The dam had broken, and canon couldn’t stand up to the flood of sapphism for long. In March 2021, Batman: Urban Legends #1 hit shelves, bearing with it a Harlivy kiss for the ages drawn by artist Laura Braga. That June, DC Pride 2021 also carried a short Harlivy story by Mariko Tamaki and Amy Reeder, in which Harley declares Ivy to be “the sweetie for me.” With all pretense of heterosexuality between these two in tatters, DC had embraced what to many fans was always true: Harley and Ivy were hopelessly, even criminally, in love.
In the three years since, Harley and Ivy’s relationship has become the new normal for Harley’s character; apart from the HBO series, where the two can openly talk about sleeping together, Harlivy stories are now a staple of the annual DC Pride anthologies, and they’ve made romantic appearances in several other characters’ ongoing series, as well as Harley’s own. And lest one think Harley merely traded an unhealthy heterosexual obsession to an unhealthy bisexual one, the girl knows she has options should things go south.

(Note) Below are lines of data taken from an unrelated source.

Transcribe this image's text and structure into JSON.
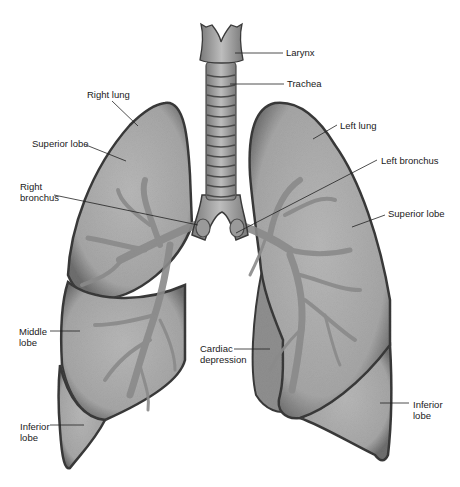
{
  "labels": {
    "larynx": "Larynx",
    "trachea": "Trachea",
    "right_lung": "Right lung",
    "left_lung": "Left lung",
    "right_superior_lobe": "Superior lobe",
    "left_superior_lobe": "Superior lobe",
    "right_bronchus": "Right\nbronchus",
    "left_bronchus": "Left bronchus",
    "middle_lobe": "Middle\nlobe",
    "cardiac_depression": "Cardiac\ndepression",
    "right_inferior_lobe": "Inferior\nlobe",
    "left_inferior_lobe": "Inferior\nlobe"
  },
  "colors": {
    "lung_fill": "#a9a9a9",
    "lung_edge": "#3a3a3a",
    "bronchi": "#8a8a8a",
    "trachea_fill": "#a0a0a0",
    "trachea_ring": "#4a4a4a",
    "leader_line": "#222222"
  }
}
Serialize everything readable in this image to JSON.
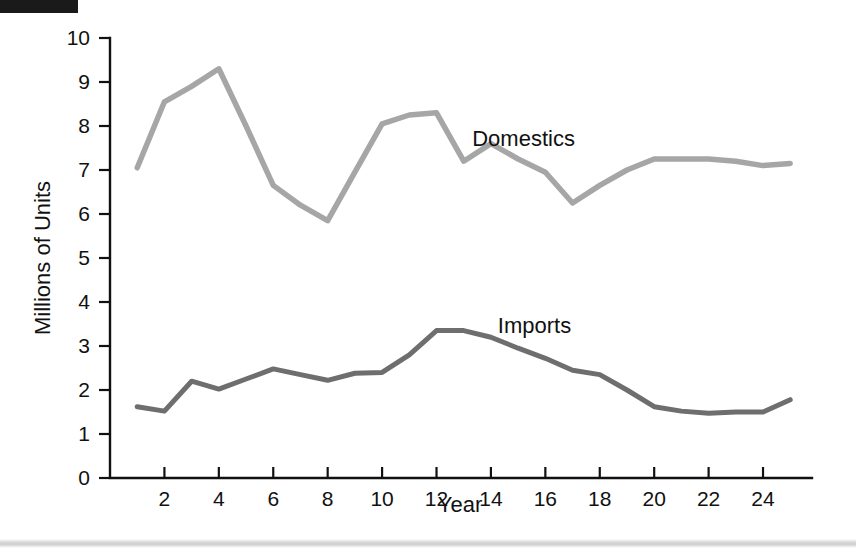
{
  "page": {
    "background_color": "#ffffff",
    "corner_mark_color": "#1a1a1a",
    "bottom_rule_color": "#d4d4d4"
  },
  "chart_data": {
    "type": "line",
    "title": "",
    "xlabel": "Year",
    "ylabel": "Millions of Units",
    "xlim": [
      0,
      25.8
    ],
    "ylim": [
      0,
      10
    ],
    "grid": false,
    "legend": "inline-labels",
    "x_ticks": [
      2,
      4,
      6,
      8,
      10,
      12,
      14,
      16,
      18,
      20,
      22,
      24
    ],
    "x_tick_labels": [
      "2",
      "4",
      "6",
      "8",
      "10",
      "12",
      "14",
      "16",
      "18",
      "20",
      "22",
      "24"
    ],
    "y_ticks": [
      0,
      1,
      2,
      3,
      4,
      5,
      6,
      7,
      8,
      9,
      10
    ],
    "y_tick_labels": [
      "0",
      "1",
      "2",
      "3",
      "4",
      "5",
      "6",
      "7",
      "8",
      "9",
      "10"
    ],
    "x": [
      1,
      2,
      3,
      4,
      5,
      6,
      7,
      8,
      9,
      10,
      11,
      12,
      13,
      14,
      15,
      16,
      17,
      18,
      19,
      20,
      21,
      22,
      23,
      24,
      25
    ],
    "series": [
      {
        "name": "Domestics",
        "color": "#a6a6a6",
        "stroke_width": 5.5,
        "label_x": 15.2,
        "label_y": 7.55,
        "values": [
          7.05,
          8.55,
          8.9,
          9.3,
          8.0,
          6.65,
          6.2,
          5.85,
          6.95,
          8.05,
          8.25,
          8.3,
          7.2,
          7.6,
          7.25,
          6.95,
          6.25,
          6.65,
          7.0,
          7.25,
          7.25,
          7.25,
          7.2,
          7.1,
          7.15
        ]
      },
      {
        "name": "Imports",
        "color": "#6e6e6e",
        "stroke_width": 5.0,
        "label_x": 15.6,
        "label_y": 3.3,
        "values": [
          1.62,
          1.52,
          2.2,
          2.02,
          2.25,
          2.48,
          2.35,
          2.22,
          2.38,
          2.4,
          2.8,
          3.35,
          3.35,
          3.2,
          2.95,
          2.72,
          2.45,
          2.35,
          2.0,
          1.62,
          1.52,
          1.47,
          1.5,
          1.5,
          1.78
        ]
      }
    ]
  }
}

Another reimagined version of her character, this time in the new animated series Batman: Caped Crusader, has a new, more sinister affect and her eyes set on a different dance partner: Gotham cop Renee Montoya, her fellow traveler from all the way back in the days of B:TAS.
Folie à Deux, according to Lady Gaga, is a very personal project, and ostensibly contains some of the pop icon’s most confessional work. That’s laudable and worth analyzing on its own, but when it comes to Harleen Quinzel, “obsessed with a murderous clown boy” is literally so 1990s. Thankfully for her LGBTQ+ fans, Harley Quinn is closeted no more, and her brand of madcap queer villainy has only just begun to wave its flag.
The flag is rainbow-striped, and it’s sticking out of the barrel of a gun, by the way. Some jokes never get old.